Spanish Parliament OKs labor market reforms, but opposition doubts they will work

By Daniel Woolls, AP
Tuesday, June 22, 2010

Spain approves labor reforms to boost economy

MADRID — Spain’s Parliament gave reluctant approval Tuesday to long-awaited reforms designed to boost the economy by shaking up a rigid labor market, with opposition parties worrying the changes are too little, too late and won’t make a serious dent in the country’s 20 percent jobless rate.

After austerity measures passed last month by just one vote, the tally in the lower chamber gave another vivid show of how isolated Socialist Prime Minister Jose Rodriguez Zapatero has become. He is struggling to resurrect what had been a European economic success story just two years ago and calm investors and markets concerned that Spain’s troubled public finances could lead the country into a Greek-style debt crisis.

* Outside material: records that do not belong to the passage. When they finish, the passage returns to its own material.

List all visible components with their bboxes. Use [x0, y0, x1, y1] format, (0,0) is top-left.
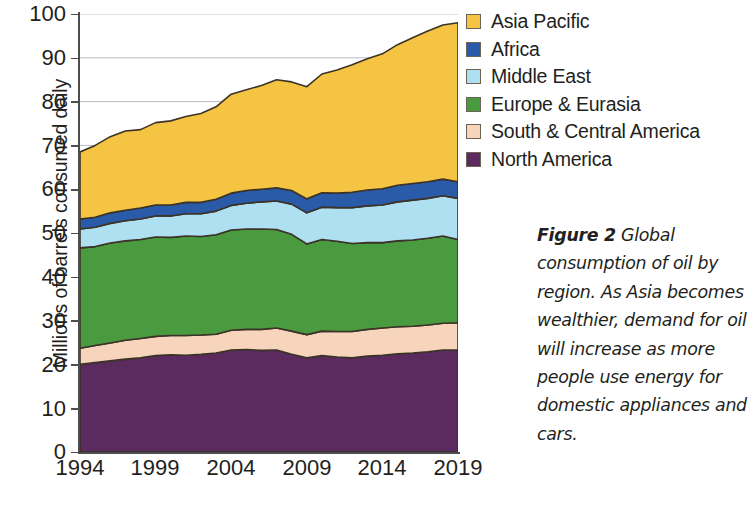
legend-item-middle-east[interactable]: Middle East — [466, 63, 736, 91]
y-tick-label-30: 30 — [4, 310, 66, 332]
legend-label-europe-eurasia: Europe & Eurasia — [491, 93, 641, 116]
legend-label-asia-pacific: Asia Pacific — [491, 10, 589, 33]
chart-legend: Asia Pacific Africa Middle East Europe &… — [466, 8, 736, 173]
y-tick-label-60: 60 — [4, 178, 66, 200]
legend-item-south-central-america[interactable]: South & Central America — [466, 118, 736, 146]
figure-caption-text: Global consumption of oil by region. As … — [537, 225, 747, 444]
y-axis-tick-labels: 100 90 80 70 60 50 40 30 20 10 0 — [0, 0, 66, 518]
stacked-area-plot — [80, 14, 458, 452]
y-tick-label-70: 70 — [4, 135, 66, 157]
legend-label-south-central-america: South & Central America — [491, 120, 700, 143]
legend-item-north-america[interactable]: North America — [466, 146, 736, 174]
legend-item-europe-eurasia[interactable]: Europe & Eurasia — [466, 91, 736, 119]
y-tick-label-100: 100 — [4, 3, 66, 25]
y-tick-label-90: 90 — [4, 47, 66, 69]
legend-label-north-america: North America — [491, 148, 612, 171]
y-tick-label-50: 50 — [4, 222, 66, 244]
figure-caption: Figure 2 Global consumption of oil by re… — [537, 221, 749, 448]
legend-swatch-africa — [466, 42, 481, 57]
legend-label-africa: Africa — [491, 38, 540, 61]
legend-swatch-north-america — [466, 152, 481, 167]
x-axis-line — [78, 452, 460, 454]
y-tick-label-10: 10 — [4, 398, 66, 420]
legend-label-middle-east: Middle East — [491, 65, 591, 88]
legend-swatch-middle-east — [466, 69, 481, 84]
legend-item-africa[interactable]: Africa — [466, 36, 736, 64]
y-tick-label-40: 40 — [4, 266, 66, 288]
legend-swatch-europe-eurasia — [466, 97, 481, 112]
area-band-north-america — [80, 350, 458, 452]
legend-swatch-south-central-america — [466, 124, 481, 139]
figure-caption-label: Figure 2 — [537, 225, 616, 245]
y-tick-label-80: 80 — [4, 91, 66, 113]
legend-item-asia-pacific[interactable]: Asia Pacific — [466, 8, 736, 36]
y-tick-label-20: 20 — [4, 354, 66, 376]
legend-swatch-asia-pacific — [466, 14, 481, 29]
chart-canvas — [80, 14, 458, 452]
x-tick-label-2019: 2019 — [413, 457, 503, 479]
y-axis-line — [78, 12, 80, 454]
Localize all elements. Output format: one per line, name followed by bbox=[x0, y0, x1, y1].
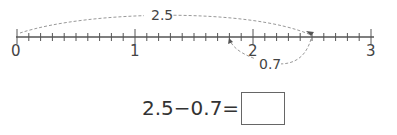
arc-label-2-5: 2.5 bbox=[151, 8, 173, 22]
equation: 2.5−0.7= bbox=[142, 91, 285, 125]
arrowhead-icon bbox=[228, 38, 233, 44]
number-line bbox=[0, 0, 397, 80]
tick-label-2: 2 bbox=[248, 44, 258, 59]
arc-label-0-7: 0.7 bbox=[259, 57, 281, 71]
answer-box[interactable] bbox=[241, 92, 285, 125]
tick-label-0: 0 bbox=[11, 44, 21, 59]
tick-label-1: 1 bbox=[130, 44, 140, 59]
tick-label-3: 3 bbox=[366, 44, 376, 59]
equation-expression: 2.5−0.7= bbox=[142, 96, 239, 120]
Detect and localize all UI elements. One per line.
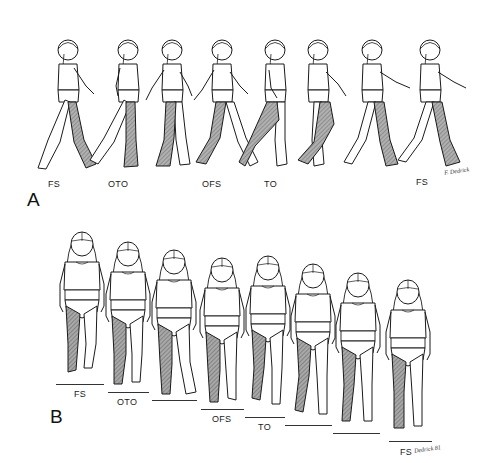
- front-figure-3: [152, 250, 196, 394]
- panel-b-label-fs-1: FS: [74, 389, 86, 399]
- panel-b-label-ofs: OFS: [212, 414, 231, 424]
- ground-line-6: [285, 425, 332, 426]
- ground-line-7: [333, 433, 380, 434]
- panel-b-label-oto: OTO: [117, 397, 137, 407]
- front-figure-6: [291, 264, 335, 414]
- panel-b-label-fs-2: FS: [400, 447, 412, 457]
- ground-line-2: [108, 392, 149, 393]
- ground-line-3: [152, 400, 197, 401]
- front-figure-2: [106, 242, 150, 384]
- ground-line-5: [245, 417, 285, 418]
- front-figure-1: [60, 232, 104, 372]
- panel-b-illustration: [0, 0, 485, 463]
- front-figure-5: [246, 256, 290, 404]
- panel-b-letter: B: [50, 406, 63, 428]
- ground-line-8: [389, 441, 432, 442]
- front-figure-7: [336, 273, 380, 421]
- ground-line-1: [56, 384, 104, 385]
- front-figure-4: [200, 258, 244, 402]
- front-figure-8: [386, 280, 430, 428]
- ground-line-4: [201, 409, 244, 410]
- panel-b-label-to: TO: [258, 422, 271, 432]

The reform package — aimed in large part at making it easier and cheaper for companies to lay off workers — passed by a vote of 168 in favor, 8 against and 173 abstentions.

Only the premier’s Socialist party voted in favor, and one of his lawmakers — a former union boss — abstained in a rare break with party discipline.

The reforms have been in force since the Cabinet approved them last week, after long-running talks between labor and management collapsed and Spain got another sobering scare from a credit rating downgrade by the Fitch agency — the second in a matter of weeks.

Tuesday’s vote ratified the reforms in a fast-track procedure allowing no amendments. Now, Parliament will undertake debate in earnest and consider possible changes, opening up months of uncertainty over what the final law will actually do.

For now, the changes in hiring and firing rules address a long-standing complaint by business owners that Spain’s severance payment system for workers who are released — as much as 45 days of pay for each year worked — discouraged them from giving workers full-blown, open-ended contracts. For contracts signed from now on, that goes down to 33 days, but the 45-day ones in force remain so.

The package will also gradually make it more expensive for companies to give people temporary, so-called garbage contracts with few benefits — a practice so common that nearly third of the work force has them.

“Make no mistake, the measures contained in the decree are going to contribute to net creation of jobs,” ruling Socialist party spokesman Jose Antonio Alonso said.

But one after another, opposition leaders walked up the podium in the ornate legislative chamber to explain why they were voting against the reforms or withholding support by abstaining.

The center-right Popular Party described Zapatero’s plan as a panicked knee-jerk reaction to pressure from the European Union and the IMF after ignoring a crisis that has seen the jobless rate double since 2008.

“What have you been doing for the past two years?” its spokeswoman, Soraya Sainz de Santamaria, asked as Zapatero sat in the front row of his party’s section of the chamber. Zapatero did not address the session.

She said the government’s reforms mistakenly center on making businesses less shy about hiring through cheaper dismissals, rather than on instilling confidence in the economy and encouraging them to create new jobs.

“The government has presented a reform that is isolated, partial, confusing and misguided,” Sainz de Santamaria said.

The government has estimated the reforms will create more than two million jobs in two years.

But some are not convinced they will prompt companies to hire en masse, which is what Spain needs desperately to resurrect an economy that only just crawled out of nearly two years of recession.

Bank of Spain governor Miguel Fernandez Ordonez welcomed the changes as a good first step but said they do not go far enough. He told a parliamentary commission earlier Tuesday that the package does not modify a collective bargaining system he described as cumbersome for companies, and said phasing out temporary contracts should not be done until businesses start embracing the new open-ended ones.

“We have to keep all job creation opportunities open,” he said.

Sandalio Gomez, professor of management at IESE Business School in Madrid, said the fact that the reforms now face a period of debate and likely change in Parliament does not instill confidence for business leaders or investors.

“This does not provide security to anyone. This transmits doubts,” he told the AP.

Out on the street, Susana Diaz, 31, a pastry shop manager, said the reform came too late. “If I’m about to fall into the void, then I would have been more interested in someone giving me a parachute before rather than throwing me one while in free fall.”

Unions have called a general strike to protest the package, but not until Sept. 29. The delay is seen as showing their jitters after a civil servants strike this month over wage cuts drew little turnout.

Associated Press Writer Harold Heckle contributed to this report.